Over the past 75 years, the US economy has shifted away from manufacturing and toward sectors like education and health care. In 1950, manufacturing accounted for about 30 percent of US jobs—a share that’s fallen to just 8 percent in 2026. Over the same period, education and health care jobs rose from about 5 percent to nearly 18 percent. These sectors are key to the economic health and development of communities around the country.
This shift underscores how important “eds and meds” institutions are to regional economies across the country.
Municipalities and eds and meds have a mutual vested interest in supporting their communities’ resilience and growth across many policy areas. Because their economies are deeply interrelated, collaboration can support the community in securing additional fiscal resources, expanding economic development, navigating housing and public safety needs, and the like.
But collaboration hinges on mutual understanding. New findings from the Federal Reserve Bank of Philadelphia’s Anchor Economy Dashboard, which measures the impact of higher education and hospital establishments in every region of the country, provide a good starting point for both local policymakers and eds and meds administrators to understand how these anchor institutions, and their revenue streams, influence their local economies. They can serve as the foundation for mutual solutions that advance local economic goals.
Calculating the effects of anchor economies
The Philadelphia Federal Reserve Bank’s Anchor Economy Dashboard uses employment, income, and gross domestic product (GDP) data to generate a “reliance index”—a measure of how dependent a regional economy is on these institutions for economic activity. Together, the Anchor Dashboard displays estimates for 520 regions, consisting of 386 metropolitan regions and 134 nonmetropolitan regions around the country. The index includes measures for employment, income, and GDP attributable to these anchor institutions.
Across the 524 regions, anchor institutions add, on average, about $4.3 billion to local GDP, $3.1 billion in personal income, and more than 37,500 jobs. Effects vary, of course, by the number of institutions, population, and population density in an area. In the 130 nonmetropolitan areas, anchor institutions add about $1.2 billion in GDP to local economies on average compared with $5.3 billion for metropolitan areas. In total, anchor institutions added more than $2.2 trillion to the US economy in 2024.
These overall effects are the sum of three factors: direct, indirect, and induced impacts on the economy. Direct impacts are goods and services purchases made directly by the institutions. Direct impacts make up 61 percent of the overall impact of these institutions on GDP and jobs and 70 percent of the impact on personal income.
Indirect impacts—such as how institutional purchases affect other businesses in the region—make up 13 to 15 percent of the overall impact. These facilities not only employ scholars and researchers but also support large numbers of workers in administrative, janitorial, food service, and other operational roles—creating broad, direct economic effects in the surrounding community. For example, The Ohio State University employs around 50,000 people, of whom about 7,800 are faculty. Nearly 23,000 of these employees work in hourly positions, making an average of about $32 an hour (roughly matching the average hourly wage for the Columbus area) and underscoring the institution’s critical role in regional employment.
Finally, induced impacts—those that result from the spending individuals earn from wages and salaries earned in the region—make up between 17 and 24 percent of the overall economic impact of these institutions on their communities. Take the Destination Medical Center Initiative in Rochester, Minnesota, for example. Working with the city, the Mayo Clinic is infusing more than $5 billion over the next 20 years to help build the public infrastructure and other projects to support the expansion of the Mayo Clinic. The project includes recruiting and financially supporting new businesses, including retail, dining and entertainment, and investment in a historic preservation district that will co-locate retail and dining establishments with cutting-edge educational and medical facilities.
How communities can include anchor institutions in their economic development strategies
The impact of eds and meds is especially important to understand now, at a time when these institutions increasingly face financial risks—from reductions in federal research funding and cuts to Medicaid that pose significant threats to both the institutions themselves and their surrounding communities.
As city leaders build their local economic development strategies, they will also need to consider how changes in federal policymaking—from cuts to research dollars to changes in health care spending—will affect anchor institutions. As these cuts threaten the fiscal stability of these anchor institutions, policymakers, business leaders, and other stakeholders need to prepare for spillover effects into local communities.
Local leaders will need to think strategically about partnerships with anchor institutions that can help cultivate new economic opportunities in changing economic and federal funding landscapes. Community leaders can work with institutional leaders to ensure adequate housing and housing supports for students and the underemployed. Communities can also work with local employers to connect recently unemployed individuals or students to job opportunities. Likewise, job search supports provided by universities for their students could be expanded to enhance employment opportunities across the community.
All of this means bringing together anchor institution leaders, workforce agencies, and community stakeholders to assess both the short- and long-term risks to their communities and to develop plans for supporting workers and strengthening local economies.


= Task description =
From the entries that follow, copy each line in which "Density" appears.

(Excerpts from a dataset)
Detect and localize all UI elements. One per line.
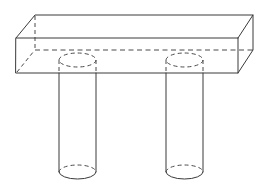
- slab-overlay-fill: [17, 16, 252, 72]
- slab-visible-edges: [16, 15, 253, 73]
- right-cylinder-body-fill: [166, 73, 203, 179]
- technical-drawing-svg: [0, 0, 264, 188]
- left-cylinder-body-fill: [59, 73, 96, 179]
- figure-canvas: [0, 0, 264, 188]
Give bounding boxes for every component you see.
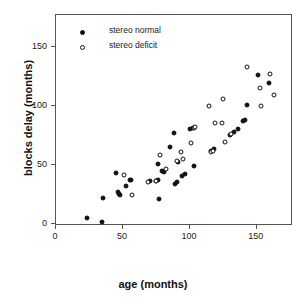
data-point-stereo-deficit [122, 173, 127, 178]
data-point-stereo-deficit [158, 153, 163, 158]
data-point-stereo-deficit [272, 93, 277, 98]
y-tick [51, 46, 55, 47]
data-point-stereo-deficit [193, 124, 198, 129]
data-point-stereo-deficit [258, 103, 263, 108]
filled-circle-icon [80, 30, 85, 35]
data-point-stereo-deficit [229, 132, 234, 137]
data-point-stereo-deficit [154, 179, 159, 184]
data-point-stereo-normal [167, 145, 172, 150]
legend-label: stereo deficit [109, 40, 157, 50]
data-point-stereo-deficit [130, 193, 135, 198]
data-point-stereo-normal [114, 170, 119, 175]
data-point-stereo-deficit [210, 148, 215, 153]
data-point-stereo-normal [171, 130, 176, 135]
data-point-stereo-deficit [163, 167, 168, 172]
x-tick [122, 225, 123, 229]
y-tick-label: 0 [23, 218, 47, 228]
x-tick-label: 50 [117, 231, 127, 241]
data-point-stereo-normal [118, 193, 123, 198]
legend-label: stereo normal [109, 25, 161, 35]
x-tick [189, 225, 190, 229]
data-point-stereo-deficit [257, 86, 262, 91]
data-point-stereo-normal [155, 161, 160, 166]
open-circle-icon [80, 45, 85, 50]
x-tick [256, 225, 257, 229]
data-point-stereo-normal [128, 178, 133, 183]
y-tick [51, 164, 55, 165]
data-point-stereo-deficit [220, 121, 225, 126]
data-point-stereo-normal [256, 73, 261, 78]
y-tick [51, 223, 55, 224]
data-point-stereo-deficit [181, 156, 186, 161]
data-point-stereo-deficit [245, 64, 250, 69]
data-point-stereo-normal [84, 215, 89, 220]
data-point-stereo-normal [174, 180, 179, 185]
data-point-stereo-normal [157, 196, 162, 201]
scatter-plot-figure: stereo normalstereo deficit 050100150 05… [0, 0, 306, 304]
data-point-stereo-normal [236, 127, 241, 132]
data-point-stereo-normal [245, 102, 250, 107]
data-point-stereo-normal [191, 163, 196, 168]
data-point-stereo-deficit [146, 180, 151, 185]
data-point-stereo-normal [266, 81, 271, 86]
data-point-stereo-deficit [178, 149, 183, 154]
data-point-stereo-normal [242, 117, 247, 122]
data-point-stereo-deficit [268, 71, 273, 76]
data-point-stereo-normal [182, 172, 187, 177]
x-tick [55, 225, 56, 229]
data-point-stereo-deficit [174, 159, 179, 164]
data-point-stereo-deficit [222, 140, 227, 145]
data-point-stereo-normal [123, 183, 128, 188]
data-point-stereo-deficit [189, 141, 194, 146]
data-point-stereo-deficit [221, 96, 226, 101]
data-point-stereo-deficit [206, 103, 211, 108]
x-axis-label: age (months) [0, 278, 306, 290]
x-tick-label: 150 [248, 231, 263, 241]
x-tick-label: 0 [52, 231, 57, 241]
plot-frame: stereo normalstereo deficit [55, 14, 292, 225]
y-axis-label: blocks delay (months) [22, 38, 34, 198]
data-point-stereo-deficit [213, 121, 218, 126]
data-point-stereo-normal [99, 220, 104, 225]
y-tick [51, 105, 55, 106]
data-point-stereo-normal [100, 195, 105, 200]
x-tick-label: 100 [181, 231, 196, 241]
plot-data-area [56, 15, 291, 224]
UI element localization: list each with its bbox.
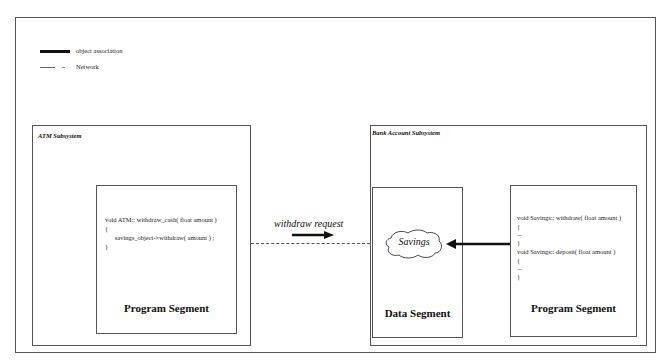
legend-label-object-association: object association xyxy=(76,47,122,54)
atm-code-line-3: savings_object->withdraw( amount ) ; xyxy=(105,233,214,242)
atm-subsystem-title: ATM Subsystem xyxy=(38,132,82,139)
legend-dashed-line xyxy=(40,67,70,68)
legend-label-network: Network xyxy=(76,63,99,70)
network-dashed-line xyxy=(251,243,370,244)
atm-program-segment-label: Program Segment xyxy=(96,302,237,314)
bank-code-line-1: void Savings:: withdraw( float amount ) xyxy=(517,213,621,222)
bank-program-segment-label: Program Segment xyxy=(510,302,637,314)
bank-subsystem-title: Bank Account Subsystem xyxy=(372,129,440,136)
bank-code-line-8: } xyxy=(517,272,520,281)
bank-code-line-5: void Savings:: deposit( float amount ) xyxy=(517,247,615,256)
withdraw-request-label: withdraw request xyxy=(274,218,343,229)
request-arrow-icon xyxy=(290,230,336,240)
object-association-arrow-icon xyxy=(444,238,512,250)
legend-solid-line xyxy=(40,50,70,53)
bank-code-line-3: ... xyxy=(517,229,522,238)
data-segment-label: Data Segment xyxy=(372,307,463,319)
bank-program-segment-box xyxy=(510,185,637,337)
atm-code-line-4: } xyxy=(105,242,108,251)
savings-object-label: Savings xyxy=(383,236,445,247)
atm-code-line-2: { xyxy=(105,224,108,233)
bank-code-line-4: } xyxy=(517,238,520,247)
bank-code-line-7: ... xyxy=(517,263,522,272)
atm-code-line-1: void ATM:: withdraw_cash( float amount ) xyxy=(105,215,217,224)
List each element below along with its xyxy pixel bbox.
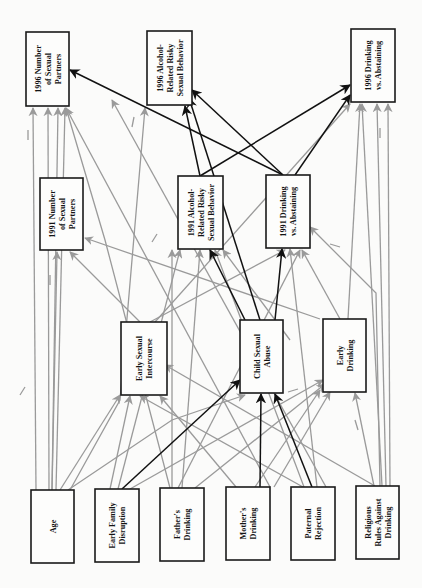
negative-sign-mark [152, 234, 157, 242]
box-label: 1996 Alcohol-Related RiskySexual Behavio… [156, 39, 185, 96]
variable-box-rrd: ReligiousRules AgainstDrinking [356, 486, 399, 559]
control-path-arrow [302, 250, 340, 319]
variable-box-edr: EarlyDrinking [323, 319, 366, 392]
box-label: 1991 Drinkingvs. Abstaining [279, 185, 298, 236]
control-path-arrow [66, 108, 270, 487]
variable-box-n1991alc: 1991 Alcohol-Related RiskySexual Behavio… [178, 176, 223, 249]
variable-box-n1991drk: 1991 Drinkingvs. Abstaining [266, 175, 310, 248]
box-label: Mother'sDrinking [239, 507, 258, 540]
variable-box-esi: Early SexualIntercourse [121, 322, 167, 395]
control-path-arrow [33, 108, 36, 490]
box-outline [351, 29, 395, 102]
significant-path-arrow [295, 95, 350, 175]
significant-path-arrow [122, 380, 240, 489]
variable-box-n1996drk: 1996 Drinkingvs. Abstaining [351, 29, 395, 102]
box-label: Age [49, 519, 58, 533]
variable-box-n1996num: 1996 Numberof SexualPartners [26, 32, 69, 106]
significant-path-arrow [185, 106, 200, 176]
control-path-arrow [348, 104, 360, 319]
control-path-arrow [355, 393, 374, 486]
control-path-arrow [70, 108, 145, 490]
significant-path-arrow [200, 85, 350, 176]
significant-path-arrow [192, 90, 283, 175]
negative-sign-mark [355, 420, 358, 430]
box-label: 1991 Alcohol-Related RiskySexual Behavio… [187, 184, 216, 241]
box-label: Early SexualIntercourse [135, 335, 154, 381]
box-outline [323, 319, 366, 392]
variable-box-age: Age [31, 490, 74, 563]
path-diagram: 1996 Numberof SexualPartners1996 Alcohol… [0, 0, 422, 588]
variable-box-efd: Early FamilyDisruption [95, 489, 139, 562]
box-outline [226, 487, 270, 560]
control-path-arrow [274, 392, 330, 487]
box-outline [266, 175, 310, 248]
control-path-arrow [290, 249, 317, 487]
variable-box-n1991num: 1991 Numberof SexualPartners [40, 178, 83, 250]
negative-sign-mark [288, 389, 298, 392]
negative-sign-mark [330, 244, 340, 247]
control-paths [33, 100, 390, 490]
control-path-arrow [388, 104, 390, 486]
control-path-arrow [130, 380, 323, 489]
significant-path-arrow [260, 394, 261, 487]
significant-path-arrow [275, 249, 282, 320]
box-label: Father'sDrinking [173, 508, 192, 541]
significant-path-arrow [275, 394, 312, 487]
negative-sign-mark [132, 117, 134, 127]
variable-box-prj: PaternalRejection [291, 487, 335, 560]
variable-box-mdr: Mother'sDrinking [226, 487, 270, 560]
box-outline [95, 489, 139, 562]
box-label: PaternalRejection [304, 506, 323, 540]
box-outline [121, 322, 167, 395]
control-path-arrow [48, 108, 49, 490]
control-path-arrow [112, 100, 326, 487]
control-path-arrow [182, 250, 200, 488]
box-outline [240, 320, 283, 393]
box-outline [160, 488, 204, 561]
variable-box-csa: Child SexualAbuse [240, 320, 283, 393]
control-path-arrow [110, 396, 130, 489]
control-path-arrow [140, 396, 303, 487]
box-outline [291, 487, 335, 560]
negative-sign-mark [20, 387, 25, 395]
variable-box-fdr: Father'sDrinking [160, 488, 204, 561]
variable-box-n1996alc: 1996 Alcohol-Related RiskySexual Behavio… [147, 31, 192, 105]
control-path-arrow [66, 108, 170, 488]
box-label: 1996 Drinkingvs. Abstaining [364, 39, 383, 90]
control-path-arrow [255, 390, 320, 487]
box-label: Early FamilyDisruption [108, 502, 127, 549]
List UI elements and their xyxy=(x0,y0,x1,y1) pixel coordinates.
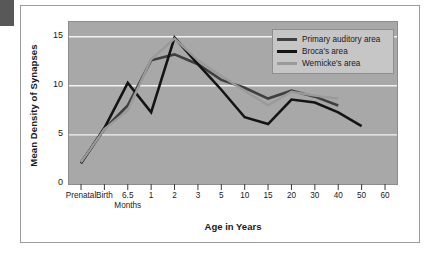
x-axis-title: Age in Years xyxy=(68,221,398,232)
y-tick-label: 10 xyxy=(41,79,63,89)
legend-label: Wernicke's area xyxy=(302,59,360,68)
legend-swatch-icon xyxy=(277,50,297,53)
x-tick-sublabel-months: Months xyxy=(103,201,153,210)
y-tick-label: 5 xyxy=(41,128,63,138)
legend-item: Wernicke's area xyxy=(277,57,389,69)
chart-legend: Primary auditory areaBroca's areaWernick… xyxy=(272,29,394,74)
x-tick-label: 60 xyxy=(363,191,407,200)
legend-swatch-icon xyxy=(277,38,297,41)
legend-item: Primary auditory area xyxy=(277,33,389,45)
legend-label: Broca's area xyxy=(302,47,348,56)
y-axis-title: Mean Density of Synapses xyxy=(28,21,39,191)
y-tick-label: 15 xyxy=(41,30,63,40)
legend-swatch-icon xyxy=(277,62,297,65)
y-tick-label: 0 xyxy=(41,177,63,187)
legend-item: Broca's area xyxy=(277,45,389,57)
legend-label: Primary auditory area xyxy=(302,35,380,44)
figure-container: Mean Density of Synapses 051015 Prenatal… xyxy=(0,0,430,253)
corner-tab-marker xyxy=(0,0,14,26)
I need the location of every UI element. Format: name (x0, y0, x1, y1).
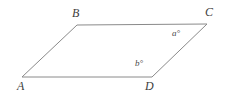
vertex-label-b: B (72, 7, 79, 19)
angle-label-a: a° (172, 29, 180, 38)
vertex-label-d: D (145, 80, 154, 92)
vertex-label-c: C (205, 6, 213, 18)
geometry-figure: A B C D a° b° (0, 0, 228, 98)
vertex-label-a: A (17, 80, 24, 92)
parallelogram-shape (0, 0, 228, 98)
angle-label-b: b° (135, 59, 143, 68)
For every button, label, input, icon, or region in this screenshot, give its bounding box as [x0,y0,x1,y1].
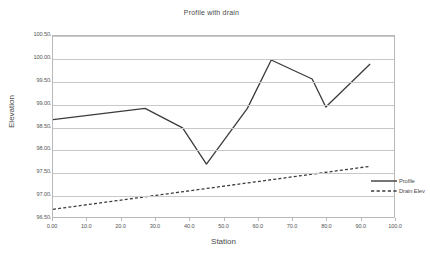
y-axis-tick-label: 97.00 [4,191,50,197]
gridline-horizontal [53,36,394,37]
x-axis-tick-label: 100.0 [375,223,415,229]
gridline-horizontal [53,128,394,129]
y-axis-tick-mark [48,35,51,36]
x-axis-title: Station [52,237,395,246]
y-axis-tick-label: 98.50 [4,123,50,129]
y-axis-tick-mark [48,218,51,219]
y-axis-tick-mark [48,127,51,128]
gridline-horizontal [53,173,394,174]
x-axis-tick-mark [395,218,396,221]
y-axis-tick-mark [48,172,51,173]
chart-title: Profile with drain [0,9,423,16]
plot-area: Profile Drain Elev [52,35,395,218]
y-axis-tick-mark [48,81,51,82]
y-axis-tick-label: 96.50 [4,214,50,220]
legend-line-dashed-icon [371,187,397,195]
y-axis-tick-layer: 96.5097.0097.5098.0098.5099.0099.50100.0… [0,35,50,218]
gridline-horizontal [53,82,394,83]
y-axis-tick-mark [48,195,51,196]
legend-item-drain-elev[interactable]: Drain Elev [371,186,430,196]
y-axis-tick-mark [48,58,51,59]
x-axis-tick-mark [258,218,259,221]
x-axis-tick-mark [292,218,293,221]
y-axis-tick-mark [48,104,51,105]
gridline-horizontal [53,59,394,60]
y-axis-tick-mark [48,149,51,150]
x-axis-tick-mark [224,218,225,221]
y-axis-tick-label: 100.00 [4,54,50,60]
y-axis-tick-label: 97.50 [4,168,50,174]
series-line-profile [53,60,370,164]
gridline-horizontal [53,150,394,151]
legend-item-profile[interactable]: Profile [371,176,430,186]
legend-line-solid-icon [371,177,397,185]
x-axis-tick-mark [326,218,327,221]
x-axis-tick-mark [86,218,87,221]
x-axis-tick-mark [121,218,122,221]
plot-svg [53,36,394,217]
gridline-horizontal [53,196,394,197]
x-axis-tick-mark [155,218,156,221]
gridline-horizontal [53,105,394,106]
x-axis-tick-mark [189,218,190,221]
y-axis-tick-label: 98.00 [4,145,50,151]
y-axis-tick-label: 99.50 [4,77,50,83]
chart-legend: Profile Drain Elev [371,174,430,198]
y-axis-tick-label: 99.00 [4,100,50,106]
legend-label-drain-elev: Drain Elev [397,188,425,194]
y-axis-tick-label: 100.50 [4,31,50,37]
legend-label-profile: Profile [397,178,415,184]
x-axis-tick-layer: 0.0010.020.030.040.050.060.070.080.090.0… [52,218,395,236]
x-axis-tick-mark [361,218,362,221]
x-axis-tick-mark [52,218,53,221]
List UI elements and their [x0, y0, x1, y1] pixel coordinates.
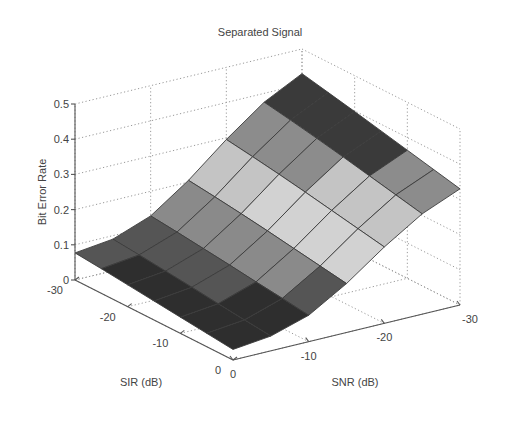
surface-plot-figure: 00.10.20.30.40.5-30-20-1000-10-20-30 Sep…	[0, 0, 510, 424]
surface-mesh	[75, 74, 460, 350]
x-tick-label: 0	[215, 364, 221, 376]
x-tick	[180, 330, 184, 333]
y-axis-label: SNR (dB)	[331, 376, 378, 388]
x-tick	[128, 304, 132, 307]
z-tick-label: 0.3	[54, 168, 69, 180]
x-tick-label: -30	[47, 284, 63, 296]
y-tick	[306, 338, 309, 342]
z-tick-label: 0.2	[54, 204, 69, 216]
y-tick-label: -20	[376, 331, 392, 343]
z-tick-label: 0.5	[54, 98, 69, 110]
z-axis-label: Bit Error Rate	[36, 159, 48, 226]
x-tick-label: -20	[100, 311, 116, 323]
z-tick-label: 0.1	[54, 239, 69, 251]
y-tick	[381, 319, 384, 323]
x-tick	[75, 277, 79, 280]
y-tick-label: 0	[230, 368, 236, 380]
y-tick-label: -10	[301, 350, 317, 362]
z-tick-label: 0.4	[54, 133, 69, 145]
z-tick-label: 0	[63, 274, 69, 286]
chart-title: Separated Signal	[218, 26, 302, 38]
x-tick-label: -10	[152, 337, 168, 349]
y-tick	[457, 301, 460, 305]
y-tick-label: -30	[462, 313, 478, 325]
grid-line	[75, 49, 302, 104]
surface-plot: 00.10.20.30.40.5-30-20-1000-10-20-30 Sep…	[0, 0, 510, 424]
x-axis-label: SIR (dB)	[120, 376, 162, 388]
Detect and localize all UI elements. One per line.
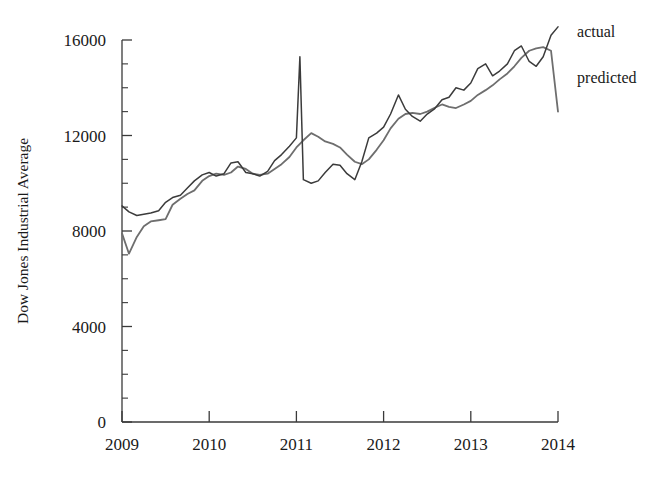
dow-jones-line-chart: 0400080001200016000 20092010201120122013… <box>0 0 667 493</box>
y-axis-title: Dow Jones Industrial Average <box>14 138 31 324</box>
y-axis-tick-label: 4000 <box>72 318 106 337</box>
legend-label-predicted: predicted <box>577 69 637 87</box>
x-axis-tick-label: 2009 <box>105 435 139 454</box>
y-axis-tick-label: 8000 <box>72 222 106 241</box>
y-axis-major-ticks <box>122 40 132 422</box>
x-axis-tick-label: 2013 <box>454 435 488 454</box>
legend-annotations: actualpredicted <box>577 23 637 88</box>
series-group <box>122 27 558 254</box>
x-axis-tick-labels: 200920102011201220132014 <box>105 435 576 454</box>
x-axis-major-ticks <box>122 411 558 422</box>
y-axis-tick-labels: 0400080001200016000 <box>64 31 107 432</box>
x-axis-tick-label: 2012 <box>367 435 401 454</box>
series-line-actual <box>122 27 558 216</box>
axes-group: 0400080001200016000 20092010201120122013… <box>64 31 576 454</box>
series-line-predicted <box>122 47 558 254</box>
x-axis-tick-label: 2010 <box>192 435 226 454</box>
x-axis-tick-label: 2011 <box>280 435 313 454</box>
x-axis-tick-label: 2014 <box>541 435 576 454</box>
chart-svg: 0400080001200016000 20092010201120122013… <box>0 0 667 493</box>
y-axis-tick-label: 16000 <box>64 31 107 50</box>
legend-label-actual: actual <box>577 23 616 40</box>
y-axis-tick-label: 12000 <box>64 127 107 146</box>
y-axis-tick-label: 0 <box>98 413 107 432</box>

= Solved problem =
y-axis-title: Mean Density of Synapses xyxy=(28,21,39,191)
figure-container: Mean Density of Synapses 051015 Prenatal… xyxy=(0,0,430,253)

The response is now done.